The most significant recent development is the Truist Foundation Western North Carolina Recovery and Resiliency Fund, launched in January 2025 through the Center for Disaster Philanthropy following Hurricane Helene's destruction of western NC communities in fall 2024. By September 2025, the fund had distributed $14.3 million to 15 local organizations across disaster recovery program areas — the largest single-year disaster investment in the Foundation's history and evidence that the Foundation can mobilize rapidly outside its standard three-cycle grant calendar.
On November 12, 2025, the Foundation hosted its annual Inspire Awards pitch competition. Six finalists presented workforce development innovations: FreeWorld (tech-enabled reskilling for formerly incarcerated adults entering trucking) won the $250,000 first prize; Encore Employment Enterprise (call-center training for older adults) received $150,000; four runners-up — Lifecycle Building Center, The Masonry Foundation, Integrity Transformation CDC, and Electrical Training Alliance — each received $25,000. The event signals growing Foundation investment in innovation-oriented grants beyond the standard program funding model.
In July 2025, the Foundation published 'Scaling for Impact,' its first multiyear strategic philanthropy impact report, documenting outcomes since 2021 across both pillars. On the governance side, Chairman William H. Rogers resigned effective June 28, 2023, and Director Ellen Fitzsimmons retired December 31, 2023 — the board has since stabilized under Lynette Bell's continued leadership as President. In May 2024, the Foundation distributed $4M+ to 11 nonprofits focused on piloting and scaling workforce and small business solutions, including Centro Community Partners, LiftFund, and Shaping Our Appalachian Region Inc.

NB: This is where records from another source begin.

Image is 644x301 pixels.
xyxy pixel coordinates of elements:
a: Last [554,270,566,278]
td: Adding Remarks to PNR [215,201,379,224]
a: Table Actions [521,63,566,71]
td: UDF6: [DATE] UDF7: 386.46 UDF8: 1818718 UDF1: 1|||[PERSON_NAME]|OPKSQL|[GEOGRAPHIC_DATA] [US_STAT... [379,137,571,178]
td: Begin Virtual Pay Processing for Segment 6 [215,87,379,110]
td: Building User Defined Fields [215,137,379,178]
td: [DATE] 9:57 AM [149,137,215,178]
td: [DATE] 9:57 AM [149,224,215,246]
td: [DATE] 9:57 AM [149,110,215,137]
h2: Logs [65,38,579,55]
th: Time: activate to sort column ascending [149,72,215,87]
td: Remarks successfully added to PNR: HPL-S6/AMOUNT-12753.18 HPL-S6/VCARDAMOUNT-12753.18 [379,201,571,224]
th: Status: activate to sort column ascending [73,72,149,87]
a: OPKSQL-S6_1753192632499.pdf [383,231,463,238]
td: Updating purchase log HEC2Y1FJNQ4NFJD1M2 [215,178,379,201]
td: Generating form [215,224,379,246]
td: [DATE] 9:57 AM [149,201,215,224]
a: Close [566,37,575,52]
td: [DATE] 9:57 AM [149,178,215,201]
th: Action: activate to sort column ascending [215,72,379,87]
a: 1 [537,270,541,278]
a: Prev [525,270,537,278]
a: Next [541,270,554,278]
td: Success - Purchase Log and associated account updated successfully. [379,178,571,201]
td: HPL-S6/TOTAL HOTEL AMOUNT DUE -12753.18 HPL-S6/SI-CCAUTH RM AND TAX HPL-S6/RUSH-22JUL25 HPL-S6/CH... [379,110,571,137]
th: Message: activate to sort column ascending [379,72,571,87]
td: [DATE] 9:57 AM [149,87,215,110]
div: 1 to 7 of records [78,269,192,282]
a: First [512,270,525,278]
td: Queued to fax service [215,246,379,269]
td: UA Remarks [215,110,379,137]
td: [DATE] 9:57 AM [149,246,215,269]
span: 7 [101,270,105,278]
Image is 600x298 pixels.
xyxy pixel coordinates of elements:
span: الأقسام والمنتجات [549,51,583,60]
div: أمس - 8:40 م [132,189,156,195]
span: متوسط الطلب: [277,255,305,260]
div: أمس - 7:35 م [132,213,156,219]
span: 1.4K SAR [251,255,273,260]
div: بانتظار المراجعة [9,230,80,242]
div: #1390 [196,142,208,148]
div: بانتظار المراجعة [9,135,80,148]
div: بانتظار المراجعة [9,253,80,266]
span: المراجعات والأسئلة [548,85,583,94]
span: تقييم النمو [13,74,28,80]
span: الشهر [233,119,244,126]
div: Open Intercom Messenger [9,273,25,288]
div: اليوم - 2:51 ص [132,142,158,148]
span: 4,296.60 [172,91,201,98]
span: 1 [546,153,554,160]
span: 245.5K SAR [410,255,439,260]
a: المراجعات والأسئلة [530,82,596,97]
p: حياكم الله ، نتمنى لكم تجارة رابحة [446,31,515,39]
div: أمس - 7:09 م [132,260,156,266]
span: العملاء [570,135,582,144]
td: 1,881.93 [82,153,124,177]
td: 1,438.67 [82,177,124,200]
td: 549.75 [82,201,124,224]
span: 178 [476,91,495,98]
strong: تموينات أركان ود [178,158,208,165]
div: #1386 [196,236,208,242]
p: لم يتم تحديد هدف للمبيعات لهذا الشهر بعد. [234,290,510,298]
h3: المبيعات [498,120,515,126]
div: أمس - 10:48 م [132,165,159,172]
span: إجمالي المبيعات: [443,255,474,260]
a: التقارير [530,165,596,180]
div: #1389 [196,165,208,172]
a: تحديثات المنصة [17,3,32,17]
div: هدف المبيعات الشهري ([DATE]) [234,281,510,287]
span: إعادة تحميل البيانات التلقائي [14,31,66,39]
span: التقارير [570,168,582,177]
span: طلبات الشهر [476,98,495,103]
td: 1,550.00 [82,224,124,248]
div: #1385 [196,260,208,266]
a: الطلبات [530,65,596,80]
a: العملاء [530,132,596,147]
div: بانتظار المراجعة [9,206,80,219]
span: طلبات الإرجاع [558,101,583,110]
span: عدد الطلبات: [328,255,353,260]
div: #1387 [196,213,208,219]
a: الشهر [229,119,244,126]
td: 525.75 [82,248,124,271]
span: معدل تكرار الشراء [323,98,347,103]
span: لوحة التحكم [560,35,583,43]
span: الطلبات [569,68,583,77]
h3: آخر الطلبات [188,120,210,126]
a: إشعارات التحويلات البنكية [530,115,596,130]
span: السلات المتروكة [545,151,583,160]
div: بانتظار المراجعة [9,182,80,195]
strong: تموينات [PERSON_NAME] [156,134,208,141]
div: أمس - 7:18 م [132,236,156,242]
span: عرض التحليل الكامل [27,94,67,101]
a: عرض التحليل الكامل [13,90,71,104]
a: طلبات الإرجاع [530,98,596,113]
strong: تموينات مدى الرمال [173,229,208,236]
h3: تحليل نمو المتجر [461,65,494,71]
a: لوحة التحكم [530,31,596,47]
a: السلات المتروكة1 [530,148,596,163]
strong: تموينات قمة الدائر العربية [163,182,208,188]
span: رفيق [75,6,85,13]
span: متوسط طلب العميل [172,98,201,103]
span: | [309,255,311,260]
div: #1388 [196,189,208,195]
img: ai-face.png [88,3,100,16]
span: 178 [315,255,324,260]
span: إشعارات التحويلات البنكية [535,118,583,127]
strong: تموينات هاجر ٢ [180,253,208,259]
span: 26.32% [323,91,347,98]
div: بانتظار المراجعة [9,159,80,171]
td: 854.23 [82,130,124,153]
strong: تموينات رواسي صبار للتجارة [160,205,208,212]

Align to a single pillar, explicitly. Truist reviewers assess every application against one of two strategic pillars. Your proposal abstract must state which pillar applies and why within the first paragraph. Hybrid applications that try to claim partial relevance to both pillars are typically deprioritized — pick the stronger fit and build the entire narrative around it.

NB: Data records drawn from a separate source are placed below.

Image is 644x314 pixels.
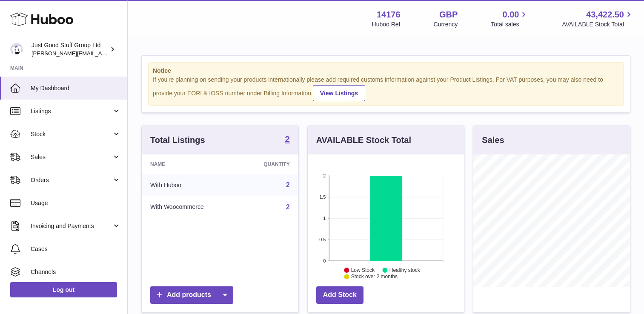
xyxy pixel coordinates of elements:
a: Log out [10,282,117,298]
a: 2 [285,135,290,145]
text: 0 [323,258,326,263]
a: View Listings [313,85,365,101]
a: Add Stock [316,286,364,304]
th: Name [142,155,239,174]
h3: Sales [482,134,504,146]
div: Just Good Stuff Group Ltd [32,41,108,57]
h3: Total Listings [150,134,205,146]
a: 2 [286,181,290,189]
text: 1.5 [319,195,326,200]
td: With Woocommerce [142,196,239,218]
span: [PERSON_NAME][EMAIL_ADDRESS][DOMAIN_NAME] [32,50,171,57]
span: Total sales [491,20,529,29]
img: gordon@justgoodstuff.com [10,43,23,56]
span: Stock [30,130,112,138]
text: 2 [323,173,326,178]
text: Low Stock [351,267,375,273]
span: Usage [30,199,121,207]
text: Healthy stock [390,267,421,273]
a: 0.00 Total sales [491,9,529,29]
div: Currency [434,20,458,29]
text: Stock over 2 months [351,274,397,280]
a: Add products [150,286,233,304]
span: My Dashboard [30,84,121,92]
strong: Notice [153,67,619,75]
a: 43,422.50 AVAILABLE Stock Total [562,9,634,29]
h3: AVAILABLE Stock Total [316,134,412,146]
span: Channels [30,268,121,276]
div: Huboo Ref [372,20,401,29]
span: AVAILABLE Stock Total [562,20,634,29]
strong: 2 [285,135,290,143]
text: 0.5 [319,237,326,242]
text: 1 [323,216,326,221]
th: Quantity [239,155,298,174]
span: Invoicing and Payments [30,222,112,230]
div: If you're planning on sending your products internationally please add required customs informati... [153,76,619,101]
span: 0.00 [503,9,520,20]
span: Sales [30,153,112,162]
strong: 14176 [377,9,401,20]
td: With Huboo [142,174,239,196]
span: Cases [30,245,121,253]
a: 2 [286,204,290,210]
span: Listings [30,107,112,115]
strong: GBP [440,9,458,20]
span: Orders [30,176,112,184]
span: 43,422.50 [586,9,624,20]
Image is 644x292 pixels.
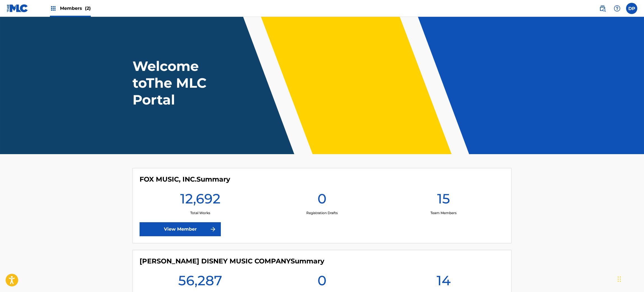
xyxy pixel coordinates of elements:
img: help [614,5,621,12]
h4: FOX MUSIC, INC. [140,175,230,184]
h1: 0 [318,191,326,210]
img: search [599,5,606,12]
p: Total Works [191,210,210,215]
img: f7272a7cc735f4ea7f67.svg [210,226,217,233]
p: Registration Drafts [306,210,338,215]
span: (2) [85,6,91,11]
a: Public Search [597,3,608,14]
div: Help [612,3,623,14]
h1: 15 [437,191,450,210]
h1: 12,692 [180,191,221,210]
a: View Member [140,222,221,236]
div: Drag [618,271,621,287]
h4: WALT DISNEY MUSIC COMPANY [140,257,324,265]
h1: Welcome to The MLC Portal [133,58,237,108]
p: Team Members [431,210,457,215]
img: Top Rightsholders [50,5,57,12]
div: User Menu [626,3,637,14]
iframe: Chat Widget [616,265,644,292]
span: Members [60,5,91,11]
img: MLC Logo [7,4,28,12]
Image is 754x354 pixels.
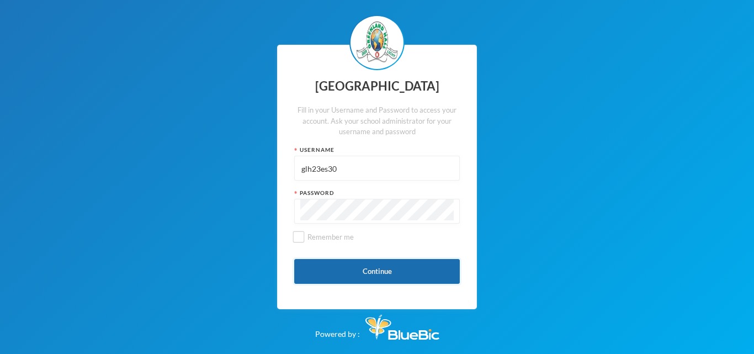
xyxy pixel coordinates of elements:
button: Continue [294,259,460,284]
div: Username [294,146,460,154]
span: Remember me [303,232,358,241]
div: Powered by : [315,309,439,339]
div: Fill in your Username and Password to access your account. Ask your school administrator for your... [294,105,460,137]
div: [GEOGRAPHIC_DATA] [294,76,460,97]
img: Bluebic [365,315,439,339]
div: Password [294,189,460,197]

Middle-skill jobs are the target, not professional credentials. For Career Pathways proposals, the target population must be disadvantaged or unemployed adults accessing jobs that provide economic stability — think CDL licensing, construction trades, medical coding, IT help desk, manufacturing technician roles. Programs placing adults into four-year degree tracks or already-stable professional careers are specifically out of scope.
Prove your program is distinctly fundable. The Foundation will not write a general operating check. Every budget submitted should tie to a new program launch, a curriculum expansion into a new geography, equipment procurement, or specific capacity-building work. If your program has been running for years and this request is effectively sustaining it, reframe it around a specific new component — or do not apply.
Quantify everything. The 'Scaling for Impact' report is data-driven. Your application should include: number of participants served, job placement rates, wage outcomes, access to capital metrics (for CDFI/small business grantees), and year-over-year growth. Vague statements about 'increasing economic opportunity' will not move a reviewer trained on Strada Collaborative's 25,000-worker track record.
Leverage the three-cycle calendar strategically. The March 31 deadline produces July decisions — optimal if your program launches in the fall semester. The July 31 deadline produces November decisions — aligns with calendar-year budget planning. The November 30 deadline produces April decisions — harder for nonprofits that want confirmed funding before a fiscal year begins.
The 60% threshold for capital campaigns is hard. If applying for a capital campaign grant, document your current fundraising total with board resolutions, letters of intent from other funders, or signed gift agreements. Staff verify this before advancing an application.
Contact staff before submitting if your eligibility is borderline. Email truistfoundation@truist.com or call 833-307-2351. Staff will clarify whether your program type fits — and a pre-submission conversation can prevent wasted effort on both sides.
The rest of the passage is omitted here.